A key recommendation in the Benghazi Accountability Review Board report was that Congress revive the moribund Capital Security Construction Program by ramping up its funding to compensate for loss of purchasing power since the program was created in 2000. As Admiral Mullen noted during the ARB press briefing, since 2000 the new building program "fell off from 10 buildings - 10 new embassies a year to three, tied to budget constraints, et cetera," and the Board believes it should go back to that original target:
Recalling the recommendations of the Nairobi and Dar es Salaam ARBs, the State Department must work with Congress to restore the Capital Security Cost Sharing Program [here] at its full capacity, adjusted for inflation to approximately $2.2 billion in fiscal year 2015, including an up to ten-year program addressing that need, prioritized for construction of new facilities in high risk, high threat areas. It should also work with Congress to expand utilization of Overseas Contingency Operations funding to respond to emerging security threats and vulnerabilities and operational requirements in high risk, high threat posts.
We'll see whether or not Congress actually appropriates that $2.2 billion for more new embassy construction. The political winds are not blowing in the direction of more spending these days. It's just as likely Congress will instead allow reprogramming from other accounts, which would let them check the 'I-voted-to-improve-embassy-security' box while at the same time not giving the Department a budget increase.
If State really does get more money for embassy construction, I think it will come as a mixed blessing to many in OBO and to their fellow fans of embassy design in the larger architectural community. They were still celebrating the liberation of Art from the shackles of Security by means of OBO's new design excellence program when last September's embassy attacks occurred. Critics of Fortress Embassies could see the writing on the wall after that, and they didn't like it the least little bit.
Consider their disappointment. After twelve years of mass-producing standardized diplokitsch (see the mugshots here) they were finally about to get back into the real design business.
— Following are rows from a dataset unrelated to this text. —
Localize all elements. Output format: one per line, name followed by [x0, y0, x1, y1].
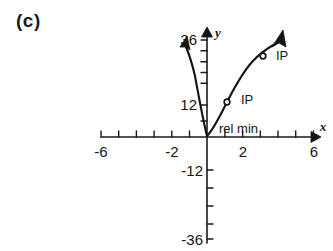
panel-label: (c) — [16, 10, 41, 32]
y-axis-variable-label: y — [213, 25, 221, 40]
graph-canvas: -6 -2 2 6 x 36 12 -12 -36 — [0, 0, 333, 251]
x-label--2: -2 — [165, 143, 178, 160]
x-label-6: 6 — [310, 143, 318, 160]
figure-container: (c) -6 -2 2 6 x — [0, 0, 333, 251]
ip-label-lower: IP — [241, 92, 253, 107]
x-axis-variable-label: x — [319, 119, 327, 134]
ip-label-upper: IP — [276, 48, 288, 63]
x-label--6: -6 — [94, 143, 107, 160]
x-axis-group: -6 -2 2 6 x — [94, 119, 326, 160]
y-label--12: -12 — [181, 162, 203, 179]
y-axis-arrow-icon — [202, 27, 213, 37]
curve-right-arrow-icon — [272, 30, 286, 47]
inflection-point-marker-lower — [224, 99, 230, 105]
rel-min-label: rel min — [219, 121, 258, 136]
y-label--36: -36 — [181, 231, 203, 248]
curve-left-branch — [186, 47, 207, 136]
y-label-12: 12 — [180, 96, 197, 113]
inflection-point-marker-upper — [260, 53, 266, 59]
x-label-2: 2 — [239, 143, 247, 160]
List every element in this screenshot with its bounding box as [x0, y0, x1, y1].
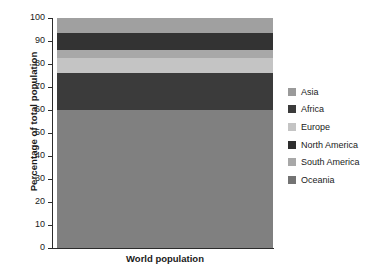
legend-swatch-icon [288, 88, 296, 96]
y-axis-tick-label: 50 [35, 127, 45, 138]
y-axis-tick-mark [48, 87, 52, 88]
y-axis-tick-label: 100 [30, 12, 45, 23]
bar-segment-africa [57, 73, 273, 110]
legend-item-north-america[interactable]: North America [288, 136, 378, 154]
bar-segment-europe [57, 58, 273, 73]
y-axis-tick-mark [48, 202, 52, 203]
y-axis-tick-mark [48, 225, 52, 226]
y-axis-tick-mark [48, 18, 52, 19]
bar-segment-oceania [57, 18, 273, 33]
y-axis-tick-mark [48, 133, 52, 134]
y-axis-tick-label: 40 [35, 150, 45, 161]
y-axis-tick-label: 20 [35, 196, 45, 207]
plot-area [57, 18, 273, 248]
y-axis-tick-label: 70 [35, 81, 45, 92]
y-axis-tick-label: 60 [35, 104, 45, 115]
legend-item-label: Oceania [301, 175, 335, 185]
legend-item-africa[interactable]: Africa [288, 101, 378, 119]
bar-segment-asia [57, 110, 273, 248]
y-axis-tick-mark [48, 179, 52, 180]
legend-swatch-icon [288, 141, 296, 149]
x-axis-line [52, 248, 274, 249]
y-axis-tick-label: 90 [35, 35, 45, 46]
legend-swatch-icon [288, 176, 296, 184]
legend-item-south-america[interactable]: South America [288, 153, 378, 171]
y-axis-line [52, 18, 53, 248]
y-axis-tick-mark [48, 41, 52, 42]
x-axis-category-label: World population [57, 253, 273, 264]
legend-item-label: Asia [301, 87, 319, 97]
y-axis-tick-label: 10 [35, 219, 45, 230]
y-axis-tick-mark [48, 110, 52, 111]
y-axis-tick-label: 0 [40, 242, 45, 253]
legend-item-label: North America [301, 140, 358, 150]
y-axis-tick-mark [48, 156, 52, 157]
stacked-bar-chart: Percentage of total population 100908070… [0, 0, 378, 275]
bar-segment-north-america [57, 50, 273, 58]
legend-swatch-icon [288, 123, 296, 131]
legend-item-label: Africa [301, 104, 324, 114]
legend-item-oceania[interactable]: Oceania [288, 171, 378, 189]
chart-legend: AsiaAfricaEuropeNorth AmericaSouth Ameri… [288, 83, 378, 189]
y-axis-tick-mark [48, 64, 52, 65]
legend-item-label: Europe [301, 122, 330, 132]
bar-world-population [57, 18, 273, 248]
legend-item-asia[interactable]: Asia [288, 83, 378, 101]
legend-item-label: South America [301, 157, 360, 167]
legend-swatch-icon [288, 158, 296, 166]
y-axis-tick-label: 80 [35, 58, 45, 69]
bar-segment-south-america [57, 33, 273, 50]
legend-swatch-icon [288, 105, 296, 113]
legend-item-europe[interactable]: Europe [288, 118, 378, 136]
y-axis-tick-label: 30 [35, 173, 45, 184]
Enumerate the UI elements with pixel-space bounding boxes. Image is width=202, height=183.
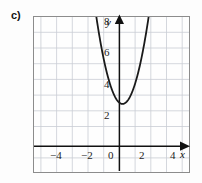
x-tick-label-4: 4 — [170, 150, 176, 161]
y-axis-label: y — [106, 17, 111, 28]
parabola-curve — [79, 0, 165, 104]
y-axis-arrowhead — [115, 15, 124, 25]
x-tick-label--4: −4 — [50, 150, 62, 161]
x-axis-label: x — [180, 149, 185, 160]
figure-canvas: c) — [0, 0, 202, 183]
x-tick-label-2: 2 — [139, 150, 145, 161]
x-tick-label-0: 0 — [108, 150, 114, 161]
y-tick-label-2: 2 — [104, 110, 110, 121]
y-tick-label-4: 4 — [104, 79, 110, 90]
y-tick-label-6: 6 — [104, 47, 110, 58]
x-tick-label--2: −2 — [81, 150, 93, 161]
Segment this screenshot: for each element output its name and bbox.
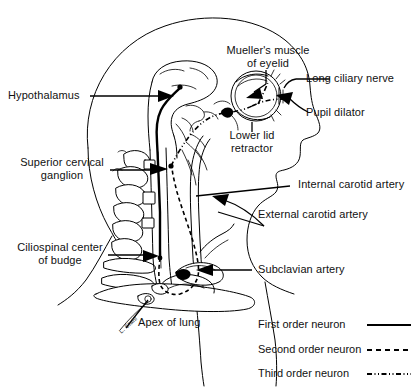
eye-globe [214,70,285,130]
vessels [176,136,234,300]
anatomy-figure: Hypothalamus Superior cervical ganglion … [0,0,419,387]
legend-label-first-order-neuron: First order neuron [258,318,345,331]
label-pupil-dilator: Pupil dilator [306,106,365,119]
lower-lid-retractor [238,112,270,120]
leader-internal-carotid [196,186,290,196]
label-superior-cervical-ganglion-line1: Superior cervical [14,156,110,169]
label-lower-lid-retractor-line2: retractor [212,142,292,155]
legend-label-third-order-neuron: Third order neuron [258,367,349,380]
ciliospinal-center-dot [158,256,163,261]
arrowhead-muellers-muscle [246,88,263,99]
label-muellers-muscle-line1: Mueller's muscle [212,44,324,57]
legend-label-second-order-neuron: Second order neuron [258,343,361,356]
label-hypothalamus: Hypothalamus [8,89,80,102]
label-long-ciliary-nerve: Long ciliary nerve [306,72,394,85]
label-lower-lid-retractor-line1: Lower lid [212,129,292,142]
legend-sample-lines [367,325,411,374]
diagram-canvas [0,0,419,387]
label-external-carotid-artery: External carotid artery [258,208,368,221]
label-superior-cervical-ganglion-line2: ganglion [14,169,110,182]
label-apex-of-lung: Apex of lung [138,316,200,329]
label-ciliospinal-center-line2: of budge [12,254,108,267]
label-muellers-muscle-line2: of eyelid [212,57,324,70]
label-internal-carotid-artery: Internal carotid artery [298,178,404,191]
external-carotid-artery-vessel [200,224,234,252]
arrowhead-ciliospinal-center [143,250,159,262]
clavicle [94,284,255,312]
label-subclavian-artery: Subclavian artery [258,263,345,276]
label-ciliospinal-center-line1: Ciliospinal center [12,241,108,254]
arrowhead-external-carotid [212,194,229,206]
And the cherry on top is that the incoming SecState is himself a leading critic of Fortresses who has said this of the post-2000 new embassy construction program:
“We are building some of the ugliest embassies I’ve ever seen,” Senator John F. Kerry said in 2009. “We’re building fortresses around the world. We’re separating ourselves from people in these countries. I cringe when I see what we’re doing.”
All the stars were lining up for a return to the sublime and mysterious architectural values of the era before the now-departed General Williams set OBO on a more mundane course after the East Africa embassy bombings. Now that we are back in post-disaster mode, OBO must once again turn out more new buildings, and I think design excellence will take a backseat to security and numbers. Less quality, more quantity.
Can OBO go back to grinding them out Williams-style after they've done Beijing? I'll be interested in seeing whether this subject comes up at Senator Kerry's confirmation hearing.